Koltsov, Mikhail Efimovich
Kol’tsov, Mikhail Efimovich
(pseudonym of Mikhail Efimovich Fridliand). Born May 31 (June 12), 1898, in Kiev; died Apr. 4, 1942. Soviet Russian author. Journalist, public figure, and corresponding member of the Academy of Sciences of the USSR (1938). Member of the CPSU from 1918.

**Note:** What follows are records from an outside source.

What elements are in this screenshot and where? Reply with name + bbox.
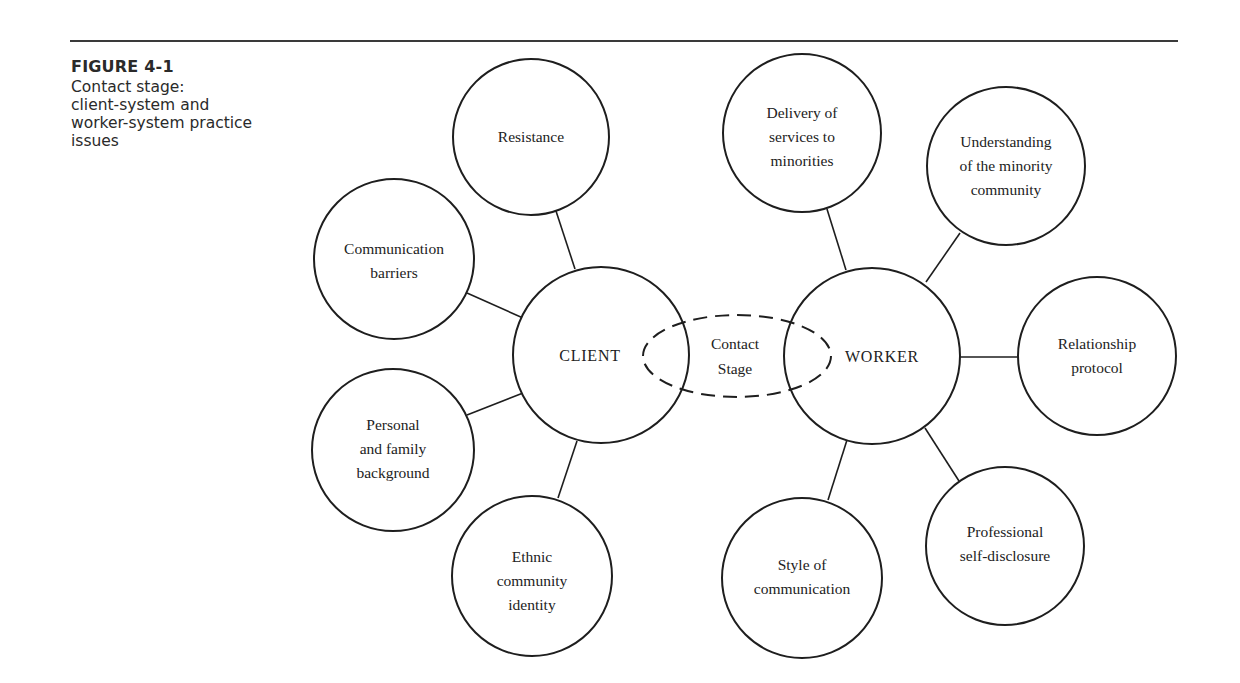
connector-personal-client	[467, 393, 523, 415]
connector-resistance-client	[556, 211, 575, 269]
node-resistance-line-1: Resistance	[498, 128, 564, 145]
connector-ethnic-client	[558, 441, 577, 498]
node-personal-line-2: and family	[360, 440, 427, 457]
hub-worker-label: WORKER	[845, 348, 919, 365]
contact-stage-line-2: Stage	[718, 360, 753, 377]
node-communication-barriers: Communication barriers	[314, 179, 474, 339]
hub-worker: WORKER	[784, 268, 960, 444]
connector-professional-worker	[925, 428, 959, 481]
node-resistance: Resistance	[453, 59, 609, 215]
connector-style-worker	[828, 440, 847, 500]
connector-communication-client	[467, 293, 523, 318]
node-delivery-line-2: services to	[769, 128, 835, 145]
node-ethnic-community-identity: Ethnic community identity	[452, 496, 612, 656]
node-ethnic-line-3: identity	[508, 596, 556, 613]
node-personal-line-1: Personal	[366, 416, 419, 433]
node-delivery-line-1: Delivery of	[766, 104, 838, 121]
contact-stage-line-1: Contact	[711, 335, 760, 352]
node-ethnic-line-2: community	[497, 572, 568, 589]
node-understanding-line-3: community	[971, 181, 1042, 198]
node-professional-line-1: Professional	[967, 523, 1044, 540]
node-understanding-minority-community: Understanding of the minority community	[927, 87, 1085, 245]
node-understanding-line-1: Understanding	[960, 133, 1052, 150]
node-style-of-communication: Style of communication	[722, 498, 882, 658]
node-relationship-line-2: protocol	[1071, 359, 1123, 376]
node-delivery-of-services: Delivery of services to minorities	[723, 54, 881, 212]
connector-delivery-worker	[827, 209, 846, 270]
node-relationship-protocol: Relationship protocol	[1018, 277, 1176, 435]
node-understanding-line-2: of the minority	[960, 157, 1053, 174]
node-communication-barriers-line-2: barriers	[370, 264, 417, 281]
node-communication-barriers-line-1: Communication	[344, 240, 444, 257]
hub-client-label: CLIENT	[559, 347, 621, 364]
node-style-line-2: communication	[754, 580, 851, 597]
node-style-line-1: Style of	[778, 556, 827, 573]
node-professional-line-2: self-disclosure	[960, 547, 1051, 564]
contact-stage-diagram: Resistance Communication barriers Person…	[0, 0, 1240, 683]
node-relationship-line-1: Relationship	[1058, 335, 1137, 352]
node-personal-family-background: Personal and family background	[312, 369, 474, 531]
node-ethnic-line-1: Ethnic	[512, 548, 553, 565]
node-professional-self-disclosure: Professional self-disclosure	[926, 467, 1084, 625]
node-personal-line-3: background	[356, 464, 429, 481]
node-delivery-line-3: minorities	[771, 152, 834, 169]
connector-understanding-worker	[926, 233, 960, 282]
hub-client: CLIENT	[513, 267, 689, 443]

The son of a craftsman, Kol’tsov published his first work in 1916. He was an active participant in the February Revolution and in the Great October Socialist Revolution of 1917. From 1922 he was a regular contributor of topical satires and essays to Pravda. As a writer and publicist, Kol’tsov fought indefatigably for the ideas of October. He responded with energy and talent to the important and pressing problems of contemporary life. In many of his works he lashed out angrily at the negative phenomena of reality, mocked bureaucrats and time-servers (the satirical short story “Ivan Vadimovich, A Man Satisfying Requirements,” 1933, and the topical satires “Many Campaigners,” 1927, and “On the Question of Obtuseness,” 1931), and mercilessly exposed the enemies of Soviet power (for example, the topical satires and essays “Khlestakov at Gatchina,” 1922, “In the Beast’s Lair,” 1932, and “Dimitrov Accuses,” 1933). At the same time, Kol’tsov was a great master of the “positive” topical satire, which was stamped with the features of the new society and permeated with the struggle of the people for a new life (“145 Lines of Lyrics,” 1924, “The Birth of the First-born,” 1925, “Dacha—What a Dacha!”, 1929, and “A Brave, Strong Fighter: In Memory of N. Ostrovskii,” 1936).
Kol’tsov fought in the national-revolutionary war in Spain, and in 1936–37 he published a long series of essays in Pravda, which were included in the collection Spanish Diary (1938). The founder and editor of the journals Ogonek, Chudak, and Krokodil, he was the head of the Newspaper Journalists’ Association. He and M. Gorky prepared the well-known collection Day of Peace (1937). He was a deputy at the First Convocation of the Supreme Soviet of the RSFSR. Kol’tsov was awarded the Order of Lenin, two other Orders, and various medals.
WORKS
Isbr. proizv., vols. 1–3. [Introductory article by D. Zaslavskii.] Moscow, 1957.Pisatel’ v gazete: Vystupleniia, stat’i, zametki. Moscow, 1961.
REFERENCES
Mikhail Kol’tsov, kakim on byl: Vospominaniia. Moscow, 1965. [Gural’nik, U. A.] “Mikhail Kol’tsov.” In Istoriia russkoi sovetskoi literatury, vol. 2, 2nd ed. Moscow, 1967.Rubashkin, A. Mikhail Kol’tsov: Kritiko-biograficheskii ocherk. Leningrad, 1971.
Russkie sovetskie pisateli-prozaiki: Biobibliograficheskii ukazatel’, vol. 2. Leningrad, 1964.